On January 10, 1901, an oil well came in at a place called
Spindletop just outside Beaumont. The oil well was a gusher, spewing forth more
than 75,000 barrels of oil a day. The great oil boom was on. Soon
producing 100,000 barrels of oil per day, the gusher tripled the nation’s oil
production and set off a frenzy of oil drilling. Beaumont, a town of about
9,000 in January, turned into a boomtown of 30,000 by March. This development did not go unnoticed
by ex-Governor J. S. Hogg.
Early in 1901 Hogg did two things:
With James W. Swayne, a Fort Worth lawyer friend, he formed the Hogg-Swayne
Syndicate to invest in lands at Spindletop. To enlarge their capital, they
invited three other men—Judge Robert Brooks, A. S. Fisher, and William T.
Campbell—to join the Syndicate. They bought 15 acres of land at Spindletop, and
since prospective buyers were eager to pay thousands of dollars for a fraction
of an acre just large enough to drill a well on, the Syndicate was soon free of
debt and reaping handsome profits. By 1902 there were 600 oil companies, 285
oil wells, and Spindletop was a forest of oil derricks.
The second thing that Jim Hogg did in
1901 was to buy an old plantation in Brazoria County. The “Patton Place,” as it
was known, had a colorful history long before Hogg bought it. Located about 50
miles south of Houston, with lush green fields and magnificent oak trees, it
was one of Stephen F. Austin’s original land grants to 300 Texas settlers in
1824. The first owner was Martin Varner, who sold it in 1834 to Columbus
Patton, who brought his family and his slaves (one of whom was his mistress) from
Kentucky. The plantation (now Varner-Hogg Plantation Historical Site, and well
worth a visit) declined after the Civil War, and eventually was acquired by the
New York and Texas Land Company, from whom J. S. Hogg purchased it in 1901. He
got a good price: 4,100 acres for $30,000, or about $7.00 per acre. In today’s
dollars that would come to over $783,000.
Hogg's
oil syndicate merged profitably with J. S. Cullinan's Texas Fuel Company (later Texaco), and ex-Governor
Hogg reveled in his new-found affluence. There were happy times at "the
Varner," which Hogg had bought because he believed there was oil under the
land. When made his will in 1905 he ordered that the Varner property not be
sold until 15 years after his death. He died in 1906, and he was right about
the oil. In 1917--eleven years after J. S. Hogg’s death--the first big
oil well came in at Varner. Other wells soon followed, and By 1920 the field at
Varner was producing an income of about $225,000--per month.
For Will, Ima, Mike, and Tom, money worries were a thing of the past.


- _About this exercise_
The answer should match the entries that follow exactly, except that no image appears in it.

- _Extracted data_
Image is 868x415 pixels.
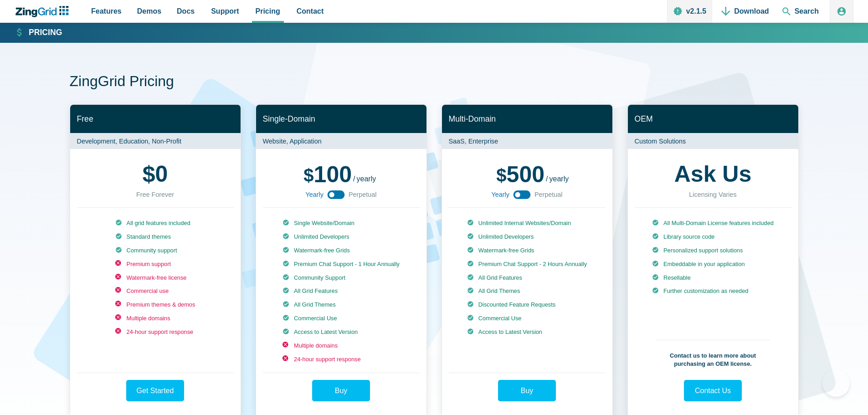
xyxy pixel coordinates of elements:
span: Demos [137,5,162,17]
li: 24-hour support response [282,356,400,364]
li: Watermark-free Grids [282,247,400,255]
span: Support [211,5,239,17]
li: Access to Latest Version [467,328,587,336]
a: Get Started [126,380,184,402]
li: Discounted Feature Requests [467,301,587,309]
span: yearly [549,175,569,183]
li: Access to Latest Version [282,328,400,336]
span: $ [142,162,156,185]
li: All Grid Features [467,273,587,282]
strong: Ask Us [675,162,752,185]
p: Development, Education, Non-Profit [70,133,241,149]
li: Single Website/Domain [282,219,400,228]
li: Unlimited Developers [467,233,587,241]
li: Unlimited Internal Websites/Domain [467,219,587,228]
span: Docs [177,5,194,17]
h2: Multi-Domain [442,104,612,133]
span: Perpetual [348,189,377,200]
strong: 0 [142,162,168,185]
iframe: Help Scout Beacon - Open [823,370,850,396]
li: Watermark-free license [116,273,196,282]
li: Library source code [652,233,774,241]
li: Commercial Use [282,314,400,322]
li: All Multi-Domain License features included [652,219,774,228]
a: Contact Us [684,380,742,402]
li: Further customization as needed [652,287,774,295]
a: Pricing [16,27,62,39]
span: 100 [303,162,352,187]
li: Watermark-free Grids [467,247,587,255]
span: Yearly [305,189,323,200]
p: Custom Solutions [628,133,798,149]
span: Perpetual [534,189,563,200]
li: Standard themes [116,233,196,241]
h2: Single-Domain [256,104,426,133]
h1: ZingGrid Pricing [70,72,799,93]
li: All Grid Themes [467,287,587,295]
a: Buy [498,380,556,402]
h2: Free [70,104,241,133]
span: Contact [296,5,324,17]
h2: OEM [628,104,798,133]
span: Yearly [491,189,509,200]
p: Contact us to learn more about purchasing an OEM license. [656,340,770,368]
span: Features [91,5,122,17]
li: Resellable [652,273,774,282]
li: Commercial use [116,287,196,295]
li: Premium Chat Support - 2 Hours Annually [467,260,587,268]
li: Community support [116,247,196,255]
div: Free Forever [136,189,174,200]
li: Premium Chat Support - 1 Hour Annually [282,260,400,268]
li: Premium support [116,260,196,268]
li: Premium themes & demos [116,301,196,309]
li: Multiple domains [116,314,196,322]
a: ZingChart Logo. Click to return to the homepage [15,6,73,17]
li: Commercial Use [467,314,587,322]
span: 500 [496,162,545,187]
strong: Pricing [29,29,62,37]
span: / [353,176,355,183]
li: 24-hour support response [116,328,196,336]
li: All Grid Features [282,287,400,295]
li: Community Support [282,273,400,282]
p: SaaS, Enterprise [442,133,612,149]
span: Pricing [256,5,280,17]
p: Website, Application [256,133,426,149]
a: Buy [312,380,370,402]
li: All grid features included [116,219,196,228]
li: Multiple domains [282,342,400,350]
span: / [546,176,548,183]
li: Unlimited Developers [282,233,400,241]
span: yearly [357,175,377,183]
li: Personalized support solutions [652,247,774,255]
li: All Grid Themes [282,301,400,309]
li: Embeddable in your application [652,260,774,268]
div: Licensing Varies [689,189,737,200]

- _Solution for this problem_
Image is 868x415 pixels.
xyxy pixel coordinates of elements:
span: Demos [137,5,162,17]
li: 24-hour support response [282,356,400,364]
li: Watermark-free Grids [282,247,400,255]
span: Support [211,5,239,17]
li: Access to Latest Version [467,328,587,336]
a: Get Started [126,380,184,402]
li: Discounted Feature Requests [467,301,587,309]
span: yearly [549,175,569,183]
li: Access to Latest Version [282,328,400,336]
span: $ [142,162,156,185]
li: All Grid Features [467,273,587,282]
strong: Ask Us [675,162,752,185]
p: Development, Education, Non-Profit [70,133,241,149]
li: Single Website/Domain [282,219,400,228]
li: Unlimited Developers [467,233,587,241]
li: Unlimited Internal Websites/Domain [467,219,587,228]
span: Docs [177,5,194,17]
h2: Multi-Domain [442,104,612,133]
span: Perpetual [348,189,377,200]
strong: 0 [142,162,168,185]
iframe: Help Scout Beacon - Open [823,370,850,396]
li: Watermark-free license [116,273,196,282]
li: Library source code [652,233,774,241]
li: Commercial Use [282,314,400,322]
li: All Multi-Domain License features included [652,219,774,228]
a: Contact Us [684,380,742,402]
li: Further customization as needed [652,287,774,295]
a: Pricing [16,27,62,39]
span: 100 [303,162,352,187]
li: Watermark-free Grids [467,247,587,255]
span: Yearly [305,189,323,200]
p: Custom Solutions [628,133,798,149]
span: Perpetual [534,189,563,200]
li: Standard themes [116,233,196,241]
h2: Single-Domain [256,104,426,133]
h1: ZingGrid Pricing [70,72,799,93]
li: All Grid Themes [467,287,587,295]
a: Buy [498,380,556,402]
h2: Free [70,104,241,133]
span: Contact [296,5,324,17]
h2: OEM [628,104,798,133]
span: Yearly [491,189,509,200]
p: Contact us to learn more about purchasing an OEM license. [656,340,770,368]
span: Features [91,5,122,17]
li: Resellable [652,273,774,282]
li: Commercial use [116,287,196,295]
li: Premium Chat Support - 2 Hours Annually [467,260,587,268]
li: Community support [116,247,196,255]
div: Free Forever [136,189,174,200]
li: Premium Chat Support - 1 Hour Annually [282,260,400,268]
li: Premium support [116,260,196,268]
li: Premium themes & demos [116,301,196,309]
li: Multiple domains [116,314,196,322]
a: ZingChart Logo. Click to return to the homepage [15,6,73,17]
li: Commercial Use [467,314,587,322]
span: 500 [496,162,545,187]
strong: Pricing [29,29,62,37]
span: / [353,176,355,183]
li: 24-hour support response [116,328,196,336]
li: All Grid Features [282,287,400,295]
li: Community Support [282,273,400,282]
p: SaaS, Enterprise [442,133,612,149]
span: Pricing [256,5,280,17]
p: Website, Application [256,133,426,149]
a: Buy [312,380,370,402]
li: All grid features included [116,219,196,228]
li: Multiple domains [282,342,400,350]
span: / [546,176,548,183]
li: Unlimited Developers [282,233,400,241]
span: yearly [357,175,377,183]
li: Personalized support solutions [652,247,774,255]
li: All Grid Themes [282,301,400,309]
li: Embeddable in your application [652,260,774,268]
div: Licensing Varies [689,189,737,200]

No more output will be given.